Our airbnb appartment isn't available until 2pm so we ride into the old town of upper Paphos and park at the parador - a promenade at the top of a cliff - looking over the lower town where the tourist hotels are.   As we watch, a steady stream of Europeans emerge from the steep road up to the parador and head over to the covered souvenir market.  Fat men gather at a cafe in their Newcastle United Away Kit - no shirts - all pot-faced and red-bellied - supping beer and lording over the view.  Two taxi drivers try to tempt tourists into their cars.  One of them greets an English couple by name.  They've been shopping.  They chat to the two drivers.  "It's not like the high streets in England" she says, "it's all changed nowadays."  The taxi drivers nod knowingly.  "The blacks" one of them says.  She doesn't blink or skip a beat. "The internet.  Everyone buys everything on the internet".  The taxi drivers nod knowingly. 

The old town feels empty of people, of life, of commerce.  There are streets of closed up and dusty shops.  Rusting locks on supermarket doors.  Sun-bleached signs.  Empty rooms peer out through dirty windows.  Then we find the tourist pedestrianised streets with new shops and seats and newly planted tree-saplings.  It still looks empty.  Low-season.

In the lower town, down by the harbour are the ruins of several Roman villas excavated from a plateau.   Outlines of walls and rooms with large swathes of mosaic floors.  Along the shore are the Tombs of the Kings - a series of cave complexes built as a necropolis and later used for accomodation. 

Paphos was recently a European Capital of Culture.  The workmen are still finishing off the 'beautification' of the town.  New plazas, tidy public spaces.  A restored minaret on an abandoned mosque in the old town.  Further up the hill is the real town where most of the locals live.  We find a Lidl (European Capital of Supermarkets) and overfill our panniers, ready for the mountains.

Sunday 18 November 2018

to blog or not to blog

Jonathan Raban wrote about travelling:  

"When the true and sincere traveller pulls the front door shut and turns the key in the lock, he casts himself adrift in the world.  For the foreseeable future, he'll be a creature of chance and accident. He doesn't know when - or if - he'll be back.  From here on, he submits himself to the current of things, dog-paddling with the stream and watching where it takes him.  If he's wise, he'll have made no appointments and will carry no letters of introduction.  Trying to keep appointments wrecks the natural rhythm of a journey, and letters of introduction nearly always introduce you to people who don't much want to see you and whom you would sooner not have seen anyway..............."

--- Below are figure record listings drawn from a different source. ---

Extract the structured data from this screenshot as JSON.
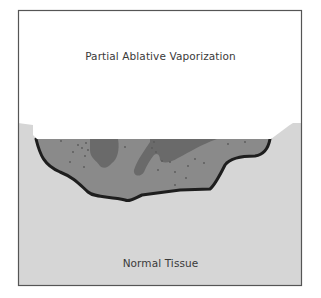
{
  "diagram": {
    "title_label": "Partial Ablative Vaporization",
    "bottom_label": "Normal Tissue",
    "colors": {
      "background": "#ffffff",
      "frame_border": "#555555",
      "normal_tissue": "#d6d6d6",
      "ablated_zone": "#8a8a8a",
      "dark_islands": "#6a6a6a",
      "crater_outline": "#1e1e1e",
      "vapor_area": "#ffffff"
    }
  }
}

and about writing about the journey:

"... actual journeys aren't like stories at all.  At the time, they seem to be mere strings of haps and mishaps, without point or pattern.  You get stuck.  You meet someone you like.  You get a rude going over in a bar.  You get lost.   You get lonely.  You get interested in architecture.  You get diarrhoea.  You get invited to a party.  You get frightened.  A stretch of country takes you by surprise.  You get homesick.  You are, by rapid turns, engrossed,  bored, alert, dull, happy, miserable, well and ill.  Every day tends to seem out of connection with every other day, until living from moment to moment turns into a habit and travelling itself into a form of ordinary life.  You can't remember when it wasn't like this.  There is a great deal of liberating pleasure to be had from being abroad in the world, continuously on the move, like one of Baudelaire's lost balloons, but a journey, at least as long as it is actually taking place, is the exact opposite of a story.  It is a shapeless, unsifted, endlessly shifting accumulation of experience."